Bring Back the Brainstorm

March 07, 2022

Story: Al Culliton

photo: Lizzie Munro

The D List

Bring Back the Brainstorm

March 07, 2022

Story: Al Culliton

photo: Lizzie Munro

In his revival of the 1917 recipe, bartender Al Sotack lets Irish whiskey shine.

Al Sotack has been championing the Brainstorm for over a decade. He began serving the Irish whiskey, dry vermouth and Bénédictine cocktail back when he was at the Franklin Mortgage & Investment Company in Philadelphia, and brought it with him to Brooklyn’s Jupiter Disco, where he’s a partner, in 2016. For Sotack, the appeal is in the unexpected alchemy of three ubiquitous ingredients. “I think it’s cool that it stands up despite only being three ingredients, and three common ingredients. I mean, almost every bar on earth has a bottle of Bénédictine on the backbar, right?” 

Hugo Ensslin’s 1917 book, Recipes for Mixed Drinks—one of Sotack’s favorite bar manuals—contains the first mention of the Brainstorm (spelled Brain Storm). Ensslin’s spec calls for “1 drink” (about two ounces) of Irish whiskey and two dashes each of Bénédictine and dry vermouth, served over a cube of ice in an Old-Fashioned glass, garnished with an orange peel.
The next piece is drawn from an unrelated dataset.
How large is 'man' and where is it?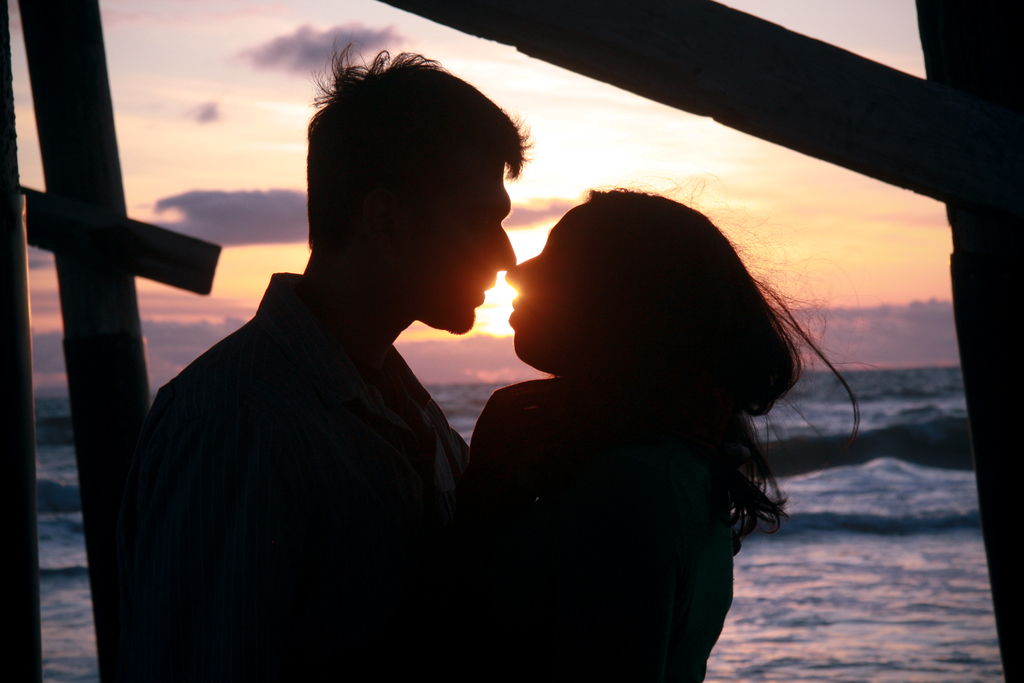
Bounding box: [109, 45, 610, 657].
At the time of the Brainstorm’s creation, Irish whiskey was landing in a number of spirit-forward cocktails, stepping out from the shadow of its more famous Celtic cousin, Scotch. Notably, Harry Johnson’s Black Thorn combines Irish whiskey with dry vermouth, absinthe and bitters. Other stirred drinks calling on the spirit followed, among them Manhattan variations like the Tipperary and Emerald, and oddballs like a Stinger riff called the Lord’s Cocktail, which married Irish whiskey and crème de menthe, garnished with a stuffed olive. 

Brainstorm Cocktail
Recipes

Al Sotack’s Brainstorm

A pre-Prohibition Irish whiskey cocktail with dry that drinks like a modified Old-Fashioned.
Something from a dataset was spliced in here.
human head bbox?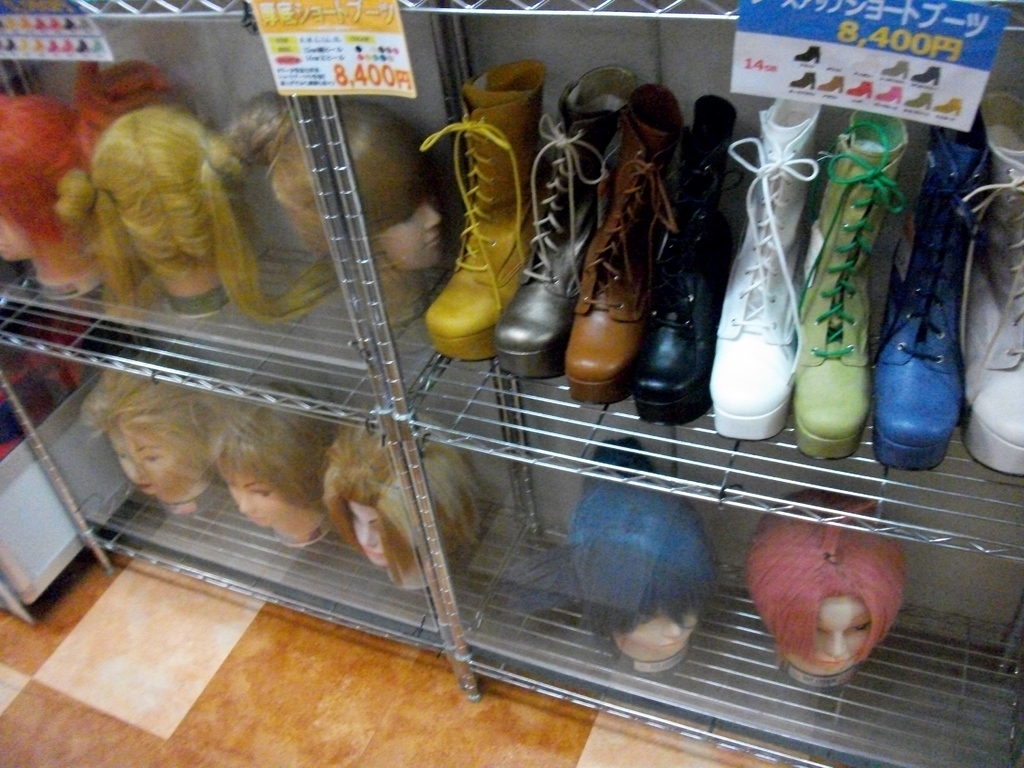
bbox=(561, 463, 716, 656)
No longer relegated to the realm of punches and slings, bartenders began to create drinks specifically tailored to the Hibernian spirit’s distinctive profile. Sotack sees the Brainstorm as a notable example of this trend. “These guys, they used Irish [whiskey] in a specific way. It’s not the same as Scotch,” Sotack says. To him, this particular spirit requires special attention and can’t be plugged into any old whiskey-driven template. “Irish whiskey is lean and the reason that it doesn’t get used a lot in cocktails is because it gets beat up,” he says, contrasting it with rye’s dominant structure. Not so in the Brainstorm. Sotack asserts that one of the drink’s biggest assets is its ability to cater to the more delicate character of the base spirit.
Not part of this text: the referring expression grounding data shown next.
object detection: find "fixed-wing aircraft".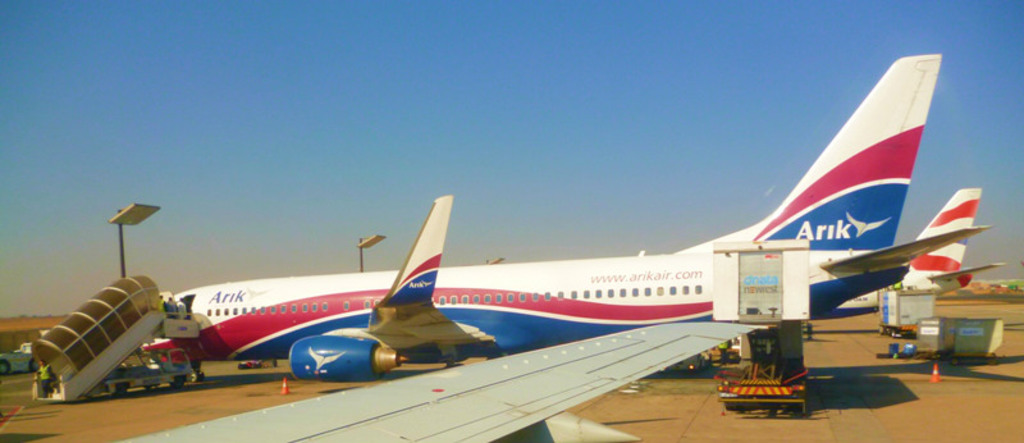
locate(143, 60, 993, 378).
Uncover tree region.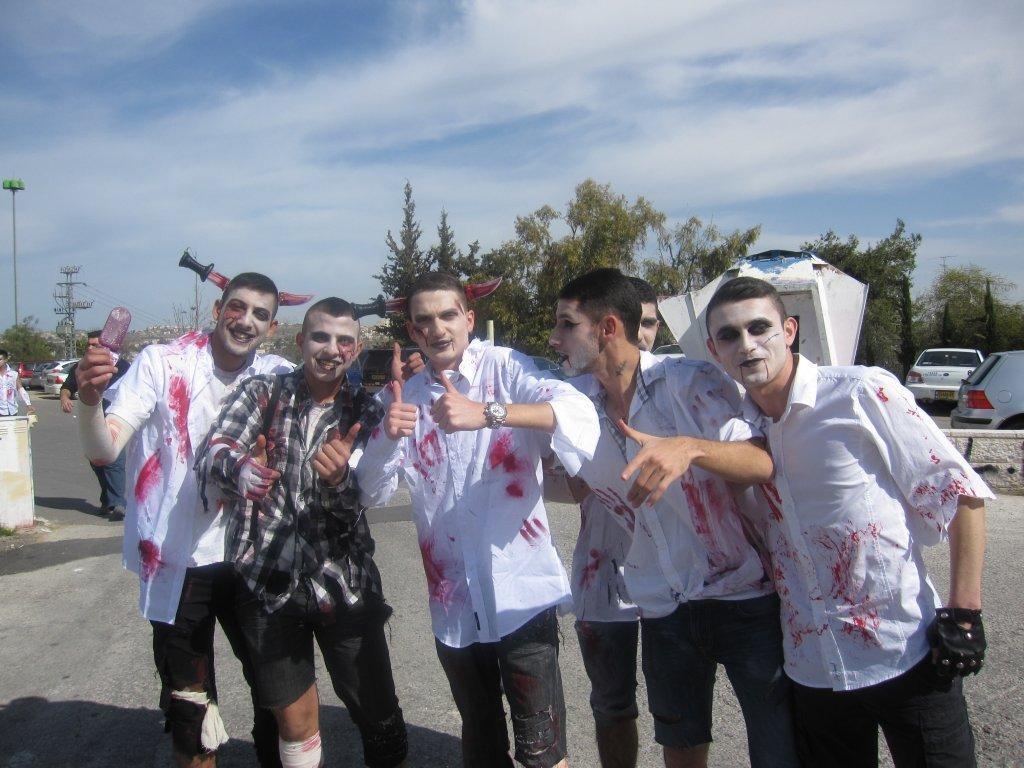
Uncovered: BBox(363, 183, 753, 378).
Exactly where the Brainstorm fits in the canon of classics is hardly clear cut. In Jupiter Disco’s zine, which Sotack and his business partner, Maks Pazuniak, published in 2021, Sotack likens the Brainstorm to “a Bobby Burns’ weird Irish cousin.” Though both call for Bénédictine and feature ingredients that land them in the Manhattan family, the Bobby Burns traditionally calls for a classic late 19th-century structure of equal parts Scotch and sweet vermouth, with a much smaller measure of Bénédictine. Some, however, would say that the Brainstorm more closely resembles an “improved” cocktail, that is an Old-Fashioned formula made complex by multiple modifiers—in this case, dry vermouth and herbal Bénédictine bolstering the base spirit. Sotack recognizes its unique makeup as part of why the drink shines. “It’s a somewhat familiar style, but an unfamiliar formula.” 

Sotack’s recipe by and large sticks to the original ratios—but exactly what constituted a dash in 1917 is a matter of serious contention in cocktail circles. Sotack believes it would have been a substantial measure, significantly more than what’s in a dash today. He’s always made his Brainstorm with two ounces of Irish whiskey (his go-to is Jupiter Disco’s well whiskey, Paddy) and half an ounce each of dry vermouth (he favors “tight and austere” Dolin dry, which he describes as “not super oily”) and Bénédictine. In a nod to Harry Craddock’s Savoy recipe, he serves it up. Sotack’s biggest departure from the original is ditching the typical orange twist in favor of a lemon twist, expressed over the drink for added lift. 

Though Sotack thinks “balance” is an overused concept in cocktails, he finds just that in the symbiosis of the Brainstorm’s three ingredients. “Historically, they leaned on sugar content to kind of make up some of that structure [that Irish whiskey lacks], but they also went light … with dry vermouth instead of sweet vermouth,” he explains. To him, the Brainstorm’s unusual combination yields a finished cocktail that defies the typical whiskey cocktail profile. “It’s not this round, soft, warm, comfort-foody thing,” says Sotack. “It’s a more angular cocktail.”